Charles Robinson’s illustration of the Hatter looks a million miles away from Tenniel’s at least. He is dark haired and younger looking. He wears a top hat, but the hat he does wear is upside down which I guess is the concession to madness. He also has a remarkably long nose although his is much straighter than Tenniel’s.
Charles’ brother Thomas Henry (T.H.) Robinson’s illustrations of Wonderland are to my eyes less original and more traditional than Charles’ despite being made at pretty much the same time. His hatter is quite a tall figure with a head that is much more in proportion to his body – if anything it’s a little small. His hair is dark and short. However he wears the traditional top hat, albeit one without a ticket.  Again, his nose is overly large, but all in all he looks very sane.

Harry Rountree also illustrated the Mad Hatter as early as 1908, and then again in 1928. The 1908 illustrations are sumptuous watercolours, and in this edition the Hatter is clearly recognisable as a pretty close cousin of what we’ve seen before. His top hat has a rounded top, but his nose is very large. His concession to madness is having what looks like rolled up paper cones in each ear. 1928’s Rountree hatter is facially pretty similar to the 1908 version. The hat is a true top hat, and to be honest although the illustration is as technically well done as all of Harry Rountree’s work it just seems to lack a little originality.

Coming forward to the immediate post war period, Mervyn Peake at least gives us something completely different from Tenniel. Or at least, almost completely different.

Mervyn Peake’s hatter has an overly large nose and his hair is rather wild but those are the only similarities he bears to Tenniel’s. I purchased a second hand combined copy of both Alice books with Mervyn Peake’s illustrations during the last week, and I’m bowled over by it. I’ve written before about how, as much as I adore Tenniel’s work, his illustrations to the books are sometimes a bit static and this is a criticism you just cannot make about Peake’s work. Peake’s hatter seems to wear a mad combination of hats of different styles and I love the way there seem to be plants sprouting out of the top of it.

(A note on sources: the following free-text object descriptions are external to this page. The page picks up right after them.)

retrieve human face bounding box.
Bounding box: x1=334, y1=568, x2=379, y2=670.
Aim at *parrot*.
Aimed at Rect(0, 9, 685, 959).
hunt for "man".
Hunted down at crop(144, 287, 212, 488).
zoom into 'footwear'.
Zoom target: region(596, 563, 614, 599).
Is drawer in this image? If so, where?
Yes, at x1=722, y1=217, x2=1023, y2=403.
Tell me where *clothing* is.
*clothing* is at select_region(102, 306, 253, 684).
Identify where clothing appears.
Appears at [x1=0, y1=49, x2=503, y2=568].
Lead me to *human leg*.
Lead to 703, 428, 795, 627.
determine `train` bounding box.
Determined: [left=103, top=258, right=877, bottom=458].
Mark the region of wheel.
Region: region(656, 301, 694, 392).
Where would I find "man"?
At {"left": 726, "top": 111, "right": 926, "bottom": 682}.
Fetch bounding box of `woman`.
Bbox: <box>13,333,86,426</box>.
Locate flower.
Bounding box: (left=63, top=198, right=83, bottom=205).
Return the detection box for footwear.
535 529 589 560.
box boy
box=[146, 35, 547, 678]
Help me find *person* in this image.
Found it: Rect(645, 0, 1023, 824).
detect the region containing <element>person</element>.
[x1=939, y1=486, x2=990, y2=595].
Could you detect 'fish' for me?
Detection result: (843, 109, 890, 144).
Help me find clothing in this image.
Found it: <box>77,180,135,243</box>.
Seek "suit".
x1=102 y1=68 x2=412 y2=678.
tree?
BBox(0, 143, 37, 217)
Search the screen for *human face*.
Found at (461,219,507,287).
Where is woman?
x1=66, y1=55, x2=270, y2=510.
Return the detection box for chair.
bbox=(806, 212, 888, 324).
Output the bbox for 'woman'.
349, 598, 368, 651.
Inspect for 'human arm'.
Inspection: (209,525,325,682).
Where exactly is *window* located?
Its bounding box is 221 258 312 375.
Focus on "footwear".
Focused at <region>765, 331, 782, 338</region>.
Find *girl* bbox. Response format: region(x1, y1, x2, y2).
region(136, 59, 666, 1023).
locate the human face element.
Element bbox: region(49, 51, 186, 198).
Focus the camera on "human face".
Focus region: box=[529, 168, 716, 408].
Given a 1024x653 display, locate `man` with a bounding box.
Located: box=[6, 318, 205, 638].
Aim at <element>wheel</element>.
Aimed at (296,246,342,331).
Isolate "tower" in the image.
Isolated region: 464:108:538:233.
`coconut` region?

Ralph Steadman’s illustrations to both Alice books, from the end of the sixties and the beginning of the seventies are marmite to me – I either love them, hate them, or love them and hate them. I think his Hatter is in the last category. To me, the hare and the hatter look completely under the influence of some kind of narcotic – both are conspicuously smoking something and this is something that Lewis Carroll never wrote. The Hatter looks more animal than human here, although in other illustrations his face is more clearly human. Making this copy helped me appreciate the illustration more, but I can’t say that I really like it. But, it is without doubt something worlds apart from Tenniel. It’s interesting that Ralph Steadman chose to concentrate on the mad aspect of the character than the hatter. Nowadays we don’t have hatters any more. Maybe this is because of the association with Alice – we have milliners. The only concession to his profession with Steadman is what appears to be a bowler hat, and that is almost lost amongst headphones and other bits of headgear.

After the madness of Steadman’s Hatter it’s a relief to come back to the relative cosiness of Helen Oxenbury’s 1999 Hatter. As a whole set I find Helen Oxenbury’s illustrations really bring out the lightheartedness and fun in the books. Her Hatter is one of the smallest nosed depictions, and one of the fleshiest faced. He wears three of what looks like a cross between a trilby and a fedora, each perched on top of a slightly larger version. He also has the kind of moustache associated with a ‘spiv’ of the forties and fifties.